Predict Future values using polynomial regression in R

Was trying to predict the future value of a sample using polynomial regression in R. The y values within the sample forms a wave pattern.
For example
x = 1,2,3,4,5,6,7,8,9,10,11,12,13,14,15,16
y= 1,2,3,4,5,4,3,2,1,0,1,2,3,4,5,4
But when the graph is plotted for future values the resultant y values was completely different from what was expected. Instead of a wave pattern, was getting a graph where the y values keep increasing.
futurY = 17,18,19,20,21,22
Tried different degrees of polynomial regression, but the predicted results for futurY were drastically different from what was expected
Following is the sample R code which was used to get the results
dfram <- data.frame('x'=c(1,2,3,4,5,6,7,8,9,10,11,12,13,14,15,16))
dfram$y <- c(1,2,3,4,5,4,3,2,1,0,1,2,3,4,5,4)
plot(dfram,dfram$y,type="l", lwd=3)
pred <- data.frame('x'=c(17,18,19,20,21,22))
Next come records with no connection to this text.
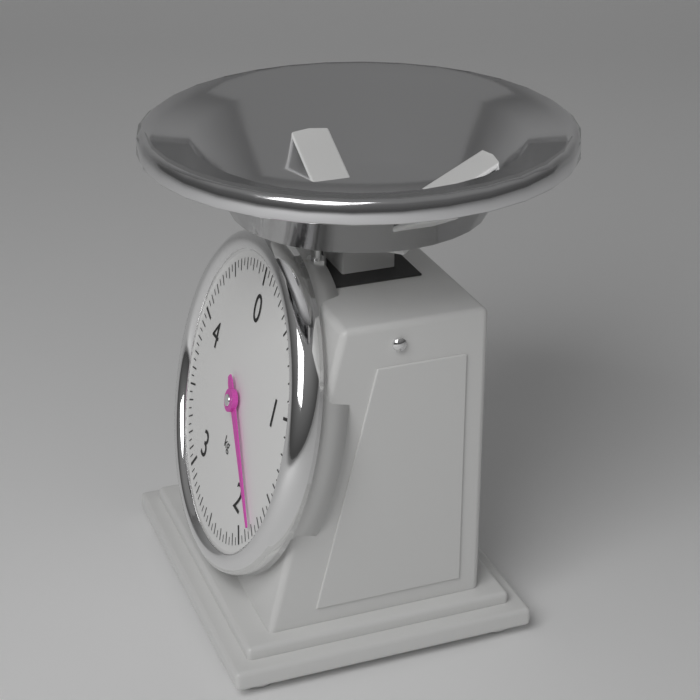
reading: 1.80 kg
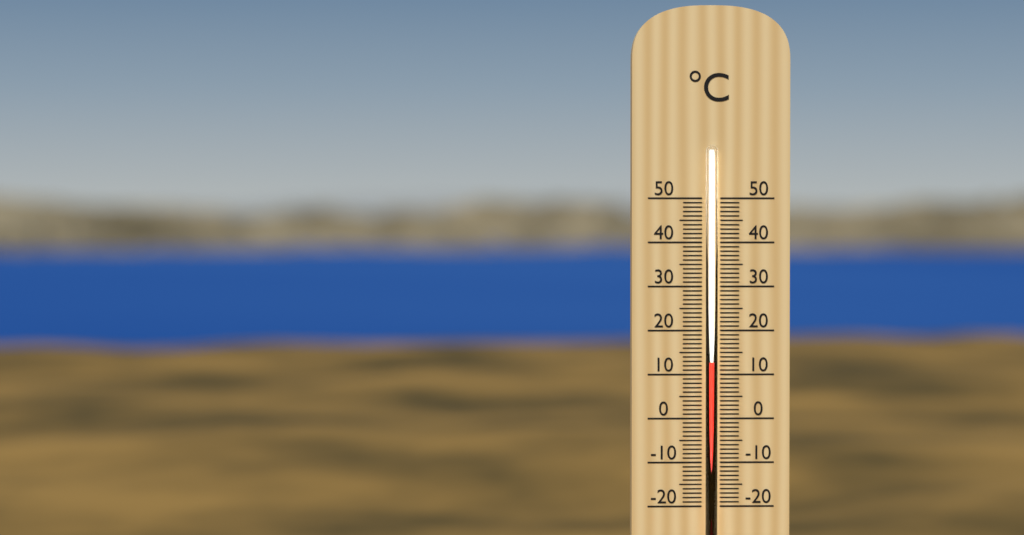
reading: 13 °C
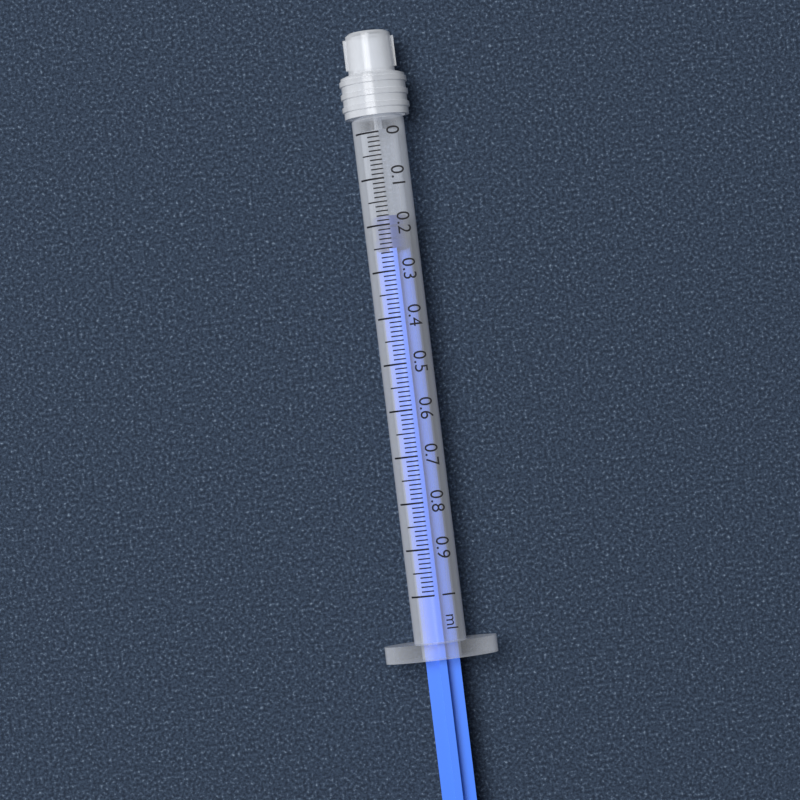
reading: 0.18 ml
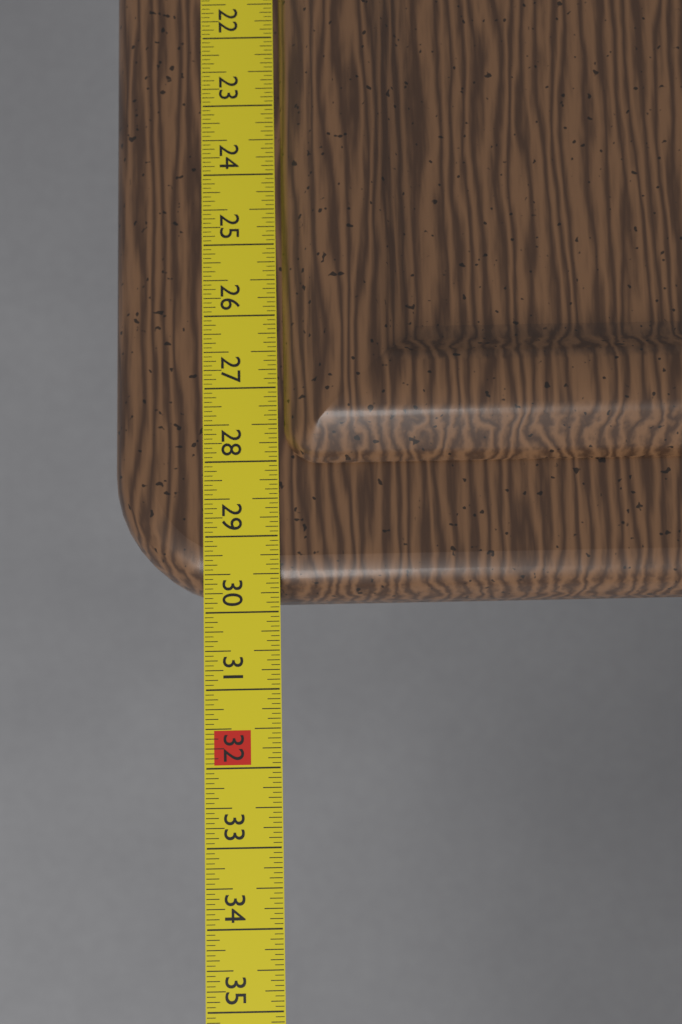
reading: 29.8125 in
myFit <- lm(y ~ poly(x,5), data=dfram)
newdata <- predict(myFit, pred)
print(newdata)
plot(pred[,1],data.frame(newdata)[,1],type="l",col="red", lwd=3)
Is this the correct technique to be used for predicting the unknown future y values OR should I be using other techniques like forecasting?
# Reproducing your data frame
dfram <- data.frame("x" = c(1,2,3,4,5,6,7,8,9,10,11,12,13,14,15,16),
"y" = c(1,2,3,4,5,4,3,2,1,0,1,2,3,4,5,4))
From your graph I've got the phase and period of the signal. There're better ways of calculating that automatically.
# Phase and period
fase = 1
per = 10
In the linear model function I've put the triangular signal equations.
fit <- lm(y ~ I((((trunc((x-fase)/(per/2))%%2)*2)-1) * (x-fase)%%(per/2))
+ I((((trunc((x-fase)/(per/2))%%2)*2)-1) * ((per/2)-((x-fase)%%(per/2))))
,data=dfram)
# Predict the old data
p_olddata <- predict(fit,type="response")
# Predict the new data
newdata <- data.frame('x'=c(17,18,19,20,21,22))
p_newdata <- predict(fit,newdata,type="response")
# Ploting Old and new data
plot(x=c(dfram$x,newdata$x),
y=c(p_olddata,p_newdata),
col=c(rep("blue",length(p_olddata)),rep("green",length(p_olddata))),
xlab="x",
ylab="y")
lines(dfram)
Where the black line is the original signal, the blue circles are the prediction for the original points and the green circles are the prediction for the new data.
The graph shows a perfect fit for the model because there's no noise in the data. In a real dataset you may find it so the fit will not look as nice as that.